Read references/services-and-events.md for the full picture.
Domain Events
Record that something significant happened. In Drupal, use Symfony's
EventDispatcher for synchronous events, or Drupal's Queue API / Symfony
Messenger for async.
final readonly class OrderWasPlaced {
public function __construct(
public string $orderId,
public string $customerId,
public \DateTimeImmutable $occurredOn,
) {}
}
When to use instead of hooks:
- When the side-effect is in a different Bounded Context
- When you need an audit trail of domain changes
- When the reaction can happen asynchronously
- When you want to decouple the triggering code from the reacting code
Read references/services-and-events.md for implementation patterns.
Application Services
Thin orchestrators that coordinate domain operations. In Drupal, these sit
between the controller/form layer and the domain:
final readonly class PlaceOrderService {
public function __construct(
private OrderRepositoryInterface $orders,
private InventoryServiceInterface $inventory,
private EventDispatcherInterface $events,
) {}
public function execute(string $customerId, array $items): OrderOutcome {
$order = Order::createDraft($customerId, $items);
$this->inventory->reserve($items);
$this->orders->save($order);
$this->events->dispatch(new OrderWasPlaced($order->id(), $customerId));
return OrderOutcome::placed((string) $order->id());
}
}
Rules:
- No business logic in application services — delegate to entities/domain services
- Accept primitive types or DTOs as input (not entities)
- Return DTOs or Value Objects (not entities) to the presentation layer
- Handle transactions at this level
Read references/services-and-events.md for details.
Module Directory Structure
This is the recommended structure for a DDD-oriented Drupal module.
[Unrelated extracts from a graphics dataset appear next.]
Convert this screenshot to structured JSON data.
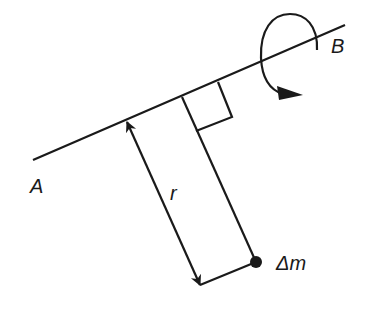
{
  "diagram": {
    "type": "rotation-axis-moment-of-inertia",
    "labels": {
      "axis_end_a": "A",
      "axis_end_b": "B",
      "distance": "r",
      "mass_element": "Δm"
    },
    "colors": {
      "stroke": "#1a1a1a",
      "background": "#ffffff"
    },
    "elements": {
      "axis": {
        "x1": 33,
        "y1": 160,
        "x2": 345,
        "y2": 25
      },
      "rotation_arrow": "curved arrow encircling axis near B",
      "right_angle_marker": "square at foot of perpendicular",
      "radius_arrow": "double-headed arrow of length r parallel to perpendicular",
      "mass_point": {
        "cx": 256,
        "cy": 262,
        "r": 5
      }
    }
  }
}
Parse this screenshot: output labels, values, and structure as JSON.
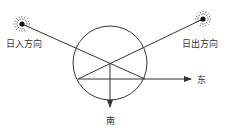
{
  "diagram": {
    "labels": {
      "sunset_direction": "日入方向",
      "sunrise_direction": "日出方向",
      "east": "东",
      "south": "南"
    },
    "icons": {
      "sunset_sun": "sun-icon",
      "sunrise_sun": "sun-icon"
    },
    "colors": {
      "stroke": "#333333",
      "background": "#ffffff"
    }
  }
}
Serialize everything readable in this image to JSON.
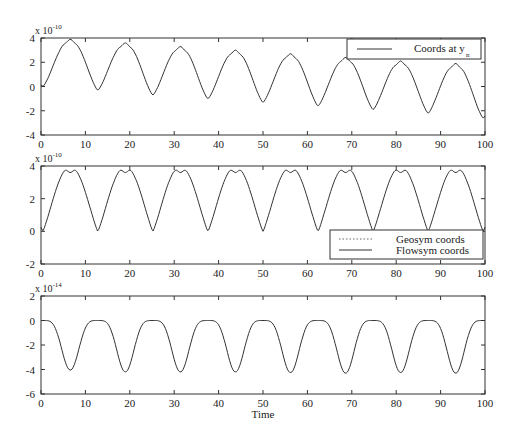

Not every
module needs every directory — use what fits the complexity:
web/modules/custom/my_module/
├── my_module.info.yml
├── my_module.module # Thin: delegates to Hook classes
├── my_module.services.yml # DI wiring
├── src/
│ ├── Domain/ # Domain settings, constants, specifications
│ │ └── Settings.php # Config wrapper (domain concept names)
│ ├── Entity/ # Entity classes + repository interfaces
│ │ ├── Order/
│ │ │ ├── Order.php # Drupal entity with rich behavior
│ │ │ ├── OrderInterface.php
│ │ │ └── OrderRepositoryInterface.php
│ │ ├── Contrib/ # Repo interfaces for contrib entities
│ │ │ └── NodeRepositoryInterface.php
│ │ └── ValueObject/ # Pure PHP value objects
│ │ ├── Money.php
│ │ └── PostalCode.php
│ ├── Infrastructure/
│ │ └── Persistence/
│ │ └── Repository/ # Concrete repository implementations
│ │ └── OrderRepository.php
│ ├── Service/ # Application services (orchestrators)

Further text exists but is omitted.